AI systems recommend brands based on patterns in their training data and, for retrieval-augmented models like Perplexity, real-time web sources. Brands that appear frequently in authoritative third-party sources, industry directories, independent editorial coverage, and peer review platforms are more likely to be cited. The underlying logic mirrors trust signals in traditional search, but the inputs are weighted differently across platforms and update on different schedules.
Different AI platforms weight different source types. Perplexity draws heavily from live web search, so brands with strong recent press coverage tend to perform better there. ChatGPT relies more on pre-training data, favoring brands with strong historical editorial presence. Gemini and Claude have their own source weightings and retrieval behaviors. This divergence is why a cross-platform AEO strategy requires building citation depth across multiple source types simultaneously.
AI Share of Voice measures the percentage of total entity mentions within a category that belong to a specific brand, across all prompts and platforms tested. If a brand is mentioned 120 times out of 300 total entity mentions in its category, its AI Share of Voice is 40%. It is the AEO equivalent of search visibility, and it is one of the strongest predictors of whether a brand is inside or outside the AI consideration set.
The core lever is becoming citable by the sources AI systems trust.
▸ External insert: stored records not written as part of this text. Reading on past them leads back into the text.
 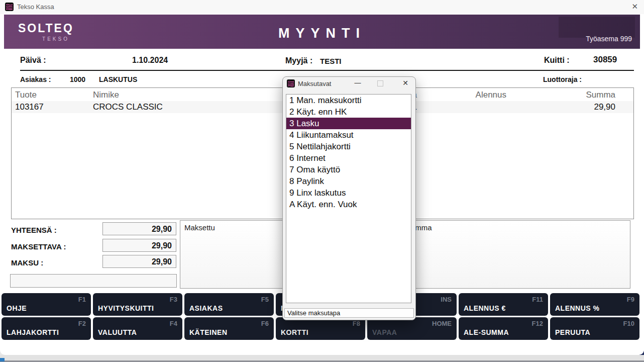 What do you see at coordinates (349, 158) in the screenshot?
I see `payment-item-internet: 6 Internet` at bounding box center [349, 158].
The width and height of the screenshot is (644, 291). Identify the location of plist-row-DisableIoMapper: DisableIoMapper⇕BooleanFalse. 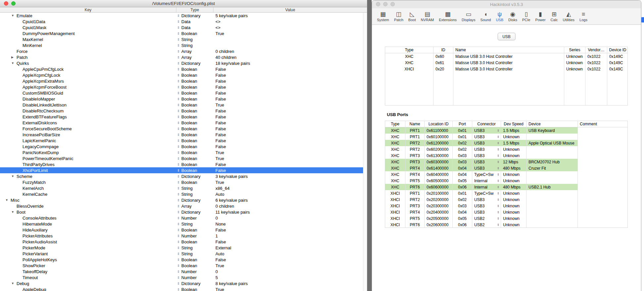
(181, 99).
This means earning mentions in industry publications and directories, building a structured data presence, generating independent editorial coverage, and accumulating peer review signals. Paid advertising does not directly influence AI citation rates. The process is slower than paid channels but produces durable visibility that compounds over time as AI models retrain on an increasingly favorable citation profile.
Entity Mention Frequency (EMF) measures how often a specific brand name appears across all AI prompts tested for an industry. It is the most direct measure of raw visibility: did the AI mention this brand, and how many times? EMF alone does not distinguish between a first-position mention and a later reference, which is why it is combined with Position Power Score, Recommendation Rate, and other metrics in the composite AEO score.
The AEO Industry Index uses a five-metric composite scoring model:
Each industry data set uses 60–65 prompts run across four AI platforms, with a minimum mention threshold of n ≥ 5 to appear in ranked outputs. The March 2026 data set covers 62 brands across five industries.
Structured data markup follows Schema.org8/a> standards for Organization, Article, and LocalBusiness entities, which inform how AI platforms categorize and retrieve brand information.
The full five-industry report includes entity-level scores, platform breakdowns, and the complete scoring methodology. Get in touch about running this analysis for your industry.